The use we have to make of these reflections is, to see what our Lord’s character truly was; and what our reasonable hopes and expectations from him are.
I. But for this declaration, it might be thought, that Jesus, pushed on by an eager ambition of being the founder of a sect, had, for his own ends, preached up this alluring doctrine of a future state; or, that, heated by a moral enthusiasm, he had overlooked the mischiefs of his scheme, in contemplation of the public ends, it might serve, as applied to the important interests of virtue and religion. Surmises of this sort might have sprung up in the minds of men, not prejudiced against the author of our faith; and would certainly have been cherished and malignantly insisted upon by his enemies. But it now appears, that he disclaimed all such views and purposes: that he was cool enough to see the iniquity of all religious deception; and just enough to acknowledge the cruelty of it, in the present instance. If he had not certainly known the truth of his doctrine, he would have recalled and disowned it. He felt, in his own case, what it was to encounter death for conscience-sake: and he knew what deaths others were to encounter on the like grounds of persuasion. But for the joy that was set before him, how could the shame and agony of that cross be endured? And, if there be no recompence of reward, should he expose to such, or to equal sufferings, his honest, unsuspecting, affectionate followers? The instant moment[189], the imposed duty[190], the foreseen event[191], the upright mind[192], the feeling heart[193], all conspire to satisfy us, that Jesus was not, could not, be the fraudulent, that is, the insensible, the unrelenting, the merciless inventor or publisher of a politic fable, but a teacher of truth and righteousness sent from God.
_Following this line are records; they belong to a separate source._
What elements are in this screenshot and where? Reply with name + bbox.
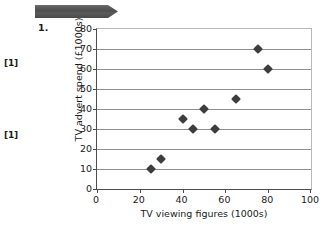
x-tick-label: 80 (261, 194, 273, 205)
x-tick-mark (183, 189, 184, 193)
y-tick-label: 20 (80, 143, 92, 154)
gridline (97, 129, 311, 130)
gridline (97, 89, 311, 90)
y-tick-label: 40 (80, 103, 92, 114)
x-tick-mark (97, 189, 98, 193)
x-tick-mark (225, 189, 226, 193)
data-point (231, 94, 241, 104)
data-point (188, 124, 198, 134)
data-point (178, 114, 188, 124)
y-tick-mark (93, 129, 97, 130)
data-point (156, 154, 166, 164)
y-tick-label: 50 (80, 83, 92, 94)
data-point (263, 64, 273, 74)
x-tick-label: 100 (301, 194, 319, 205)
data-point (146, 164, 156, 174)
data-point (253, 44, 263, 54)
marks-badge: [1] (4, 130, 18, 140)
y-tick-mark (93, 149, 97, 150)
gridline (97, 69, 311, 70)
question-number: 1. (38, 22, 49, 33)
y-tick-label: 0 (86, 183, 92, 194)
gridline (97, 149, 311, 150)
x-tick-label: 60 (218, 194, 230, 205)
y-tick-label: 10 (80, 163, 92, 174)
y-tick-mark (93, 169, 97, 170)
data-point (210, 124, 220, 134)
data-point (199, 104, 209, 114)
scatter-chart: TV advert spend (£1000s) 010203040506070… (54, 24, 316, 214)
y-tick-mark (93, 49, 97, 50)
y-tick-mark (93, 89, 97, 90)
x-axis-title: TV viewing figures (1000s) (96, 208, 312, 219)
y-tick-label: 70 (80, 43, 92, 54)
y-tick-label: 80 (80, 23, 92, 34)
x-tick-label: 0 (93, 194, 99, 205)
y-axis-tick-labels: 01020304050607080 (68, 24, 92, 186)
y-tick-mark (93, 109, 97, 110)
y-tick-label: 60 (80, 63, 92, 74)
y-tick-label: 30 (80, 123, 92, 134)
x-tick-mark (140, 189, 141, 193)
x-tick-mark (310, 189, 311, 193)
y-tick-mark (93, 69, 97, 70)
plot-area (96, 28, 312, 190)
x-tick-label: 20 (133, 194, 145, 205)
x-tick-mark (268, 189, 269, 193)
gridline (97, 169, 311, 170)
marks-badge: [1] (4, 58, 18, 68)
x-axis-tick-labels: 020406080100 (96, 194, 312, 208)
x-tick-label: 40 (176, 194, 188, 205)
y-tick-mark (93, 29, 97, 30)
gridline (97, 49, 311, 50)
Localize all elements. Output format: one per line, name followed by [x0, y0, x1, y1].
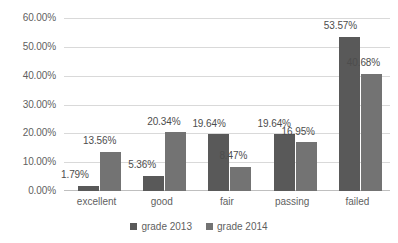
plot-area: 1.79% 13.56% 5.36% 20.34% 19.64% 8.47% 1… — [64, 18, 390, 191]
bar-2014[interactable] — [165, 132, 186, 191]
bar-value-label: 53.57% — [324, 21, 357, 31]
bar-value-label: 1.79% — [61, 170, 89, 180]
bar-2014[interactable] — [100, 152, 121, 191]
y-axis-tick-label: 60.00% — [23, 13, 56, 23]
bar-2014[interactable] — [230, 167, 251, 191]
bar-2014[interactable] — [296, 142, 317, 191]
y-axis-tick-label: 50.00% — [23, 42, 56, 52]
x-axis-category-label: failed — [325, 196, 390, 208]
bar-value-label: 20.34% — [147, 117, 180, 127]
x-axis-category-labels: excellent good fair passing failed — [64, 196, 390, 212]
legend-swatch-icon — [206, 223, 213, 230]
x-axis-category-label: good — [129, 196, 194, 208]
bar-2013[interactable] — [78, 186, 99, 191]
bar-2014[interactable] — [361, 74, 382, 191]
x-axis-category-label: fair — [194, 196, 259, 208]
y-axis-tick-label: 0.00% — [28, 186, 56, 196]
bar-group: 5.36% 20.34% — [129, 18, 194, 191]
bar-value-label: 13.56% — [83, 136, 116, 146]
bar-group: 19.64% 8.47% — [194, 18, 259, 191]
bar-value-label: 40.68% — [347, 58, 380, 68]
x-axis-category-label: excellent — [64, 196, 129, 208]
x-axis-category-label: passing — [260, 196, 325, 208]
y-axis-tick-label: 10.00% — [23, 157, 56, 167]
legend-item-grade-2014[interactable]: grade 2014 — [206, 221, 268, 232]
legend-label: grade 2013 — [141, 221, 192, 232]
legend-item-grade-2013[interactable]: grade 2013 — [130, 221, 192, 232]
bar-value-label: 8.47% — [219, 151, 247, 161]
y-axis-tick-label: 40.00% — [23, 71, 56, 81]
y-axis-tick-label: 20.00% — [23, 128, 56, 138]
bar-value-label: 16.95% — [282, 127, 315, 137]
legend-swatch-icon — [130, 223, 137, 230]
y-axis-tick-label: 30.00% — [23, 100, 56, 110]
bar-value-label: 19.64% — [192, 119, 225, 129]
bar-2013[interactable] — [274, 134, 295, 191]
bar-2013[interactable] — [143, 176, 164, 192]
bar-group: 53.57% 40.68% — [325, 18, 390, 191]
bar-value-label: 5.36% — [128, 160, 156, 170]
chart-legend: grade 2013 grade 2014 — [0, 221, 398, 232]
bar-group: 19.64% 16.95% — [260, 18, 325, 191]
bar-chart: 60.00% 50.00% 40.00% 30.00% 20.00% 10.00… — [0, 0, 398, 243]
legend-label: grade 2014 — [217, 221, 268, 232]
bar-group: 1.79% 13.56% — [64, 18, 129, 191]
bar-2013[interactable] — [208, 134, 229, 191]
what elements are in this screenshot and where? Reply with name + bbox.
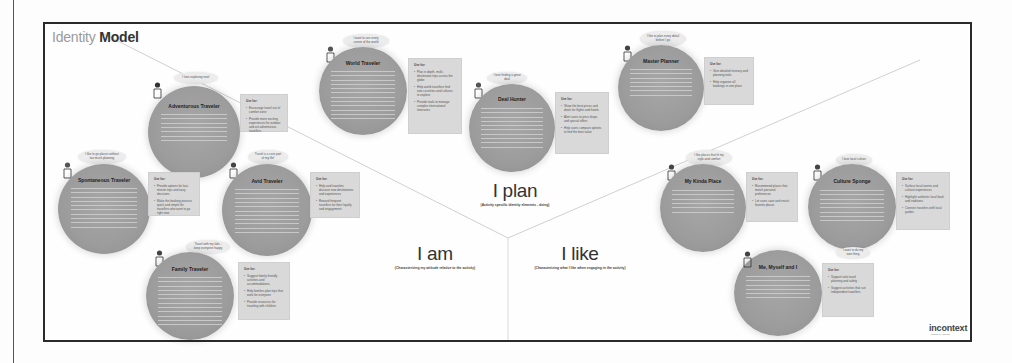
use-for-title: Use for: [414,63,456,67]
use-for-box: Use for: Show the best prices and deals … [555,92,609,154]
use-for-box: Use for: Support solo travel planning an… [822,263,874,317]
use-for-item: Connect travelers with local guides [902,206,944,214]
use-for-box: Use for: Suggest family-friendly activit… [238,262,290,320]
persona-description [71,188,137,228]
persona-circle: Spontaneous Traveler [58,164,150,254]
persona-description [158,277,221,325]
use-for-title: Use for: [710,62,748,66]
persona-description [820,190,883,222]
section-subtitle: (Activity specific identity elements - d… [460,203,570,207]
title-light: Identity [52,29,96,45]
persona-name: Adventurous Traveler [148,103,240,109]
use-for-item: Help avid travelers discover new destina… [316,184,354,196]
use-for-item: Provide tools to manage complex internat… [414,100,456,112]
persona-circle: World Traveler [319,47,407,135]
use-for-title: Use for: [828,268,868,272]
section-subtitle: (Characterizing what I like when engagin… [530,266,630,270]
use-for-title: Use for: [154,177,194,181]
use-for-title: Use for: [752,177,792,181]
persona-circle: My Kinda Place [660,164,746,252]
use-for-item: Give detailed itinerary and planning too… [710,69,748,77]
persona-circle: Family Traveler [146,252,234,340]
section-label: I am [390,243,480,265]
use-for-title: Use for: [246,99,282,103]
use-for-box: Use for: Recommend places that match per… [746,172,798,222]
person-figure-icon [742,251,753,271]
quote-bubble-me-myself: I want to do my own thing [836,247,870,259]
quote-bubble: I love exploring new! [174,72,218,84]
quote-bubble: Travel is a core part of my life! [248,150,288,164]
use-for-box: Use for: Plan in depth, multi-destinatio… [408,58,462,134]
persona-description [746,276,809,302]
persona-name: World Traveler [319,60,407,66]
use-for-item: Help families plan trips that work for e… [244,289,284,297]
logo-tagline: design by insight [931,333,950,336]
use-for-item: Plan in depth, multi-destination trips a… [414,70,456,82]
persona-circle: Culture Sponge [808,164,896,250]
section-i-am: I am (Characterizing my attitude relativ… [390,243,480,270]
use-for-item: Let users save and revisit favorite plac… [752,199,792,207]
persona-description [672,190,734,216]
use-for-box: Use for: Surface local events and cultur… [896,172,950,230]
page-margin-rule [13,0,14,363]
use-for-item: Provide options for last-minute trips an… [154,184,194,196]
persona-circle: Master Planner [618,45,704,131]
persona-description [630,69,692,99]
quote-bubble: I like to go places without too much pla… [78,150,126,164]
section-label: I plan [460,180,570,202]
use-for-item: Show the best prices and deals for fligh… [561,104,603,112]
use-for-title: Use for: [244,267,284,271]
use-for-item: Suggest activities that suit independent… [828,286,868,294]
use-for-item: Encourage travel out of comfort zone [246,106,282,114]
section-i-plan: I plan (Activity specific identity eleme… [460,180,570,207]
use-for-title: Use for: [902,177,944,181]
persona-description [331,71,394,119]
persona-description [481,108,543,148]
persona-name: Family Traveler [146,266,234,272]
use-for-item: Make the booking process quick and simpl… [154,199,194,215]
persona-description [235,189,300,233]
section-label: I like [530,243,630,265]
use-for-item: Help users compare options to find the b… [561,126,603,134]
use-for-box: Use for: Help avid travelers discover ne… [310,172,360,218]
persona-name: Deal Hunter [469,96,555,102]
use-for-item: Help world travellers find new countries… [414,85,456,97]
persona-name: Culture Sponge [808,178,896,184]
use-for-box: Use for: Provide options for last-minute… [148,172,200,216]
use-for-item: Reward frequent travellers for their loy… [316,199,354,211]
use-for-title: Use for: [316,177,354,181]
persona-circle: Deal Hunter [469,84,555,172]
persona-name: Master Planner [618,58,704,64]
persona-circle: Avid Traveler [222,164,312,256]
use-for-item: Help organize all bookings in one place [710,80,748,88]
use-for-item: Provide resources for traveling with chi… [244,300,284,308]
use-for-item: Suggest family-friendly activities and a… [244,274,284,286]
diagram-title: Identity Model [52,29,139,45]
persona-description [161,114,227,144]
use-for-item: Provide more exciting experiences for ou… [246,117,282,133]
use-for-item: Highlight authentic local food and tradi… [902,195,944,203]
use-for-item: Alert users to price drops and special o… [561,115,603,123]
incontext-logo: incontext [929,323,967,333]
title-bold: Model [99,29,138,45]
use-for-item: Recommend places that match personal pre… [752,184,792,196]
use-for-box: Use for: Give detailed itinerary and pla… [704,57,754,105]
persona-circle: Adventurous Traveler [148,86,240,178]
use-for-item: Surface local events and cultural experi… [902,184,944,192]
persona-name: My Kinda Place [660,178,746,184]
use-for-item: Support solo travel planning and safety [828,275,868,283]
persona-name: Avid Traveler [222,178,312,184]
section-subtitle: (Characterizing my attitude relative to … [390,266,480,270]
use-for-title: Use for: [561,97,603,101]
use-for-box: Use for: Encourage travel out of comfort… [240,94,288,132]
section-i-like: I like (Characterizing what I like when … [530,243,630,270]
persona-name: Spontaneous Traveler [58,177,150,183]
quote-bubble: I want to see every corner of the world [343,34,389,48]
quote-bubble: I love finding a great deal [487,72,527,84]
Thus much for our Lord’s general character; which we shall do well to keep in mind, when we meditate on any part of his instructions to us; but more especially, when, for our singular comfort, we attend to his great doctrine of a BLESSED IMMORTALITY. Our divine Master has in the clearest and fullest terms, announced this doctrine to us; and, what is more, he has anxiously removed the only possible doubt, which we could have of its truth, by disclaiming the politic use, which too many others had presumed to make of it.
II. It follows, that we may rely, with confidence, on this invaluable promise of a future life; the only source of peace and comfort to the mind, without which the disordered scene of this life is inexplicable to the wisest men, and scarce supportable by the happiest; we may, I say, rely with safety on this glorious hope[194] of immortality, unless we will suppose that Jesus meant to deceive us even then, when he most deliberately and solemnly pledged himself to us for his veracity: a supposition, which is, in truth, as foolish as it is indecent.
Assured therefore, as we are, that our Saviour both taught this doctrine, and taught it without the least mixture of guile or dissimulation, let us hold fast our expectation of it to the end; and in all the troubles of this life, whether endured for conscience-sake or not, provided only they be such as consist with a good conscience, let us reckon with certainty on our title to one of those eternal mansions, of which there are so many in the house of our heavenly Father; and that, for the sake and through the merits of our LORD JESUS CHRIST; the author of our salvation, as well as the proclaimer of it: our merciful Redeemer, at once, and infallible Instructor; to whom be all honour, praise, and thanksgiving, now and for ever. Amen.